One thing to help prevent becoming overly sensitized to any wood is to always wear some type of disposable or washable overall, like painters wear, you can get quite light ones for the summer time and heavier ones for when it is colder. You should look for elastic cuffs you can pull over your gloves.
Basically as nerdy as it seems you need full coverage, even your face, heck especially your face and eyes covered, this is very important never disregard eye protection, sealed eye protection for sanding, not standard safety shades. They make all this stuff, any safety supply shop should be able to set you up. its used everyday by woodworkers all over the world who cannot afford or who dont want to lose their livelihood.
If your arms are getting covered in sawdust, your getting sawdust on your face and in your hair, your just playing with fire, you may not be sensitized yet, and truthfully, maybe you never will, but if you do !!!
If you are covering up proper, then when your done your sanding sessions you must go outside, or into a 'dirty room' to take of the overalls first, dust off with a decent duster, wearing your respirator the whole time, it does not come off till your not all dusty. Never hurts to go wash up.
I know there are tons of stories about people who have worked with this stuff their whole lives in T shirts and shorts, getting covered in dust everyday, they are lucky I guess, becoming sensitized to wood, or whatever, is a personal thing, everyone is different, it doesn't mean you are not tough, it means your chemical make up really disagrees with whatever it is your getting exposed too, some people are hardly sensitive to wood, some not at all, some terribly so. There is no one size fits all prescription either, but a little prevention, that is proven to work. can never hurt. May be damn uncomfortable in the hot summer, but that's just the way it is.
Stay Safe everyone.
PS: on a related note, last summer me and a partner were removing a dead and crusty old Japanese Elm(IIRC ??), we had to buck the tree into firewood lengths once we dropped it on the ground, after cutting it up, my partner had to go to emergency ward for allergic reaction.

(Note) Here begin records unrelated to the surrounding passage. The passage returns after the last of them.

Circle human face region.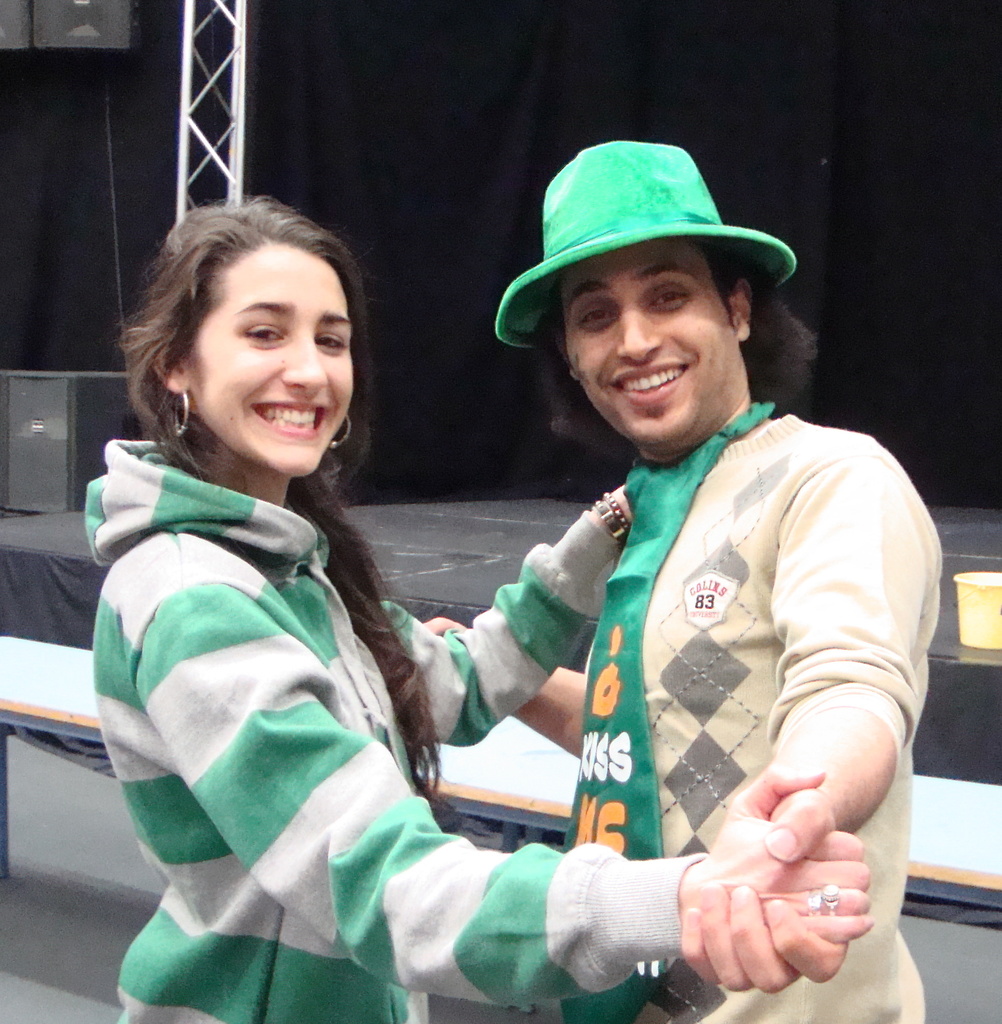
Region: region(563, 239, 749, 449).
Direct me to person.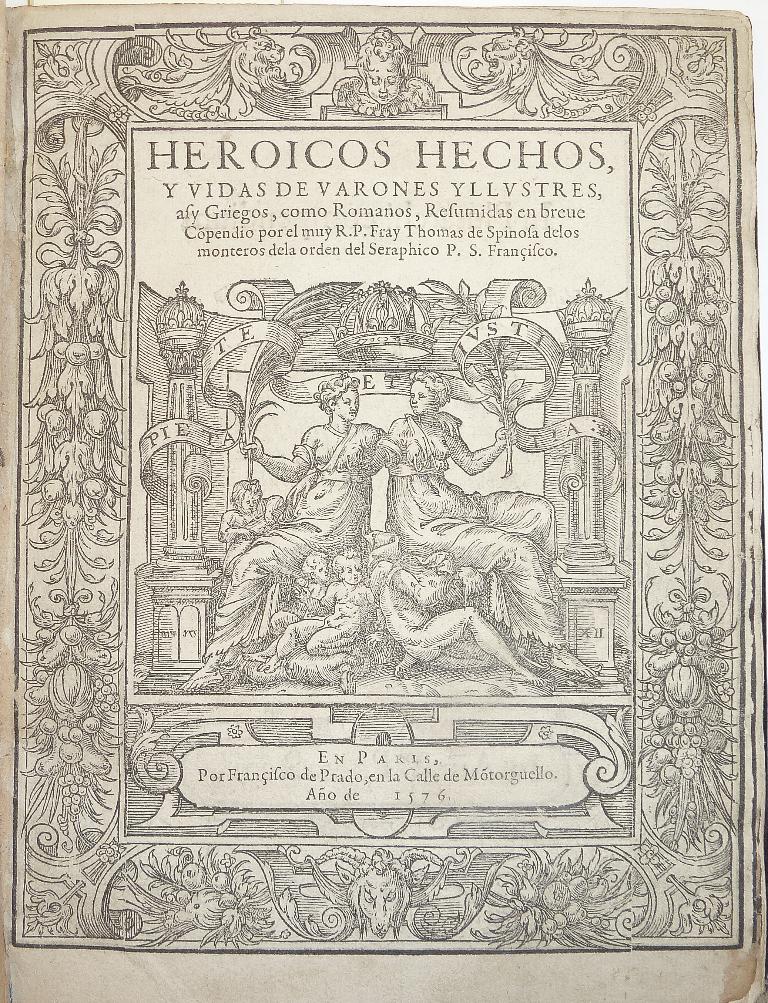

I wore a bandanna as a makeshift respirator as I do some days if the wood is really dry and dusty, I told him to do the same but what do I know?
You see usually sawdust is quite wet, but occasionally a tree will be near dead and dried right out and when you buck them up they kick out big clouds of dry dust, much like sanding would(wood).
Thankfully it was/is a very rare tree, this persons grandfather had planted it not something we run into very often if ever before.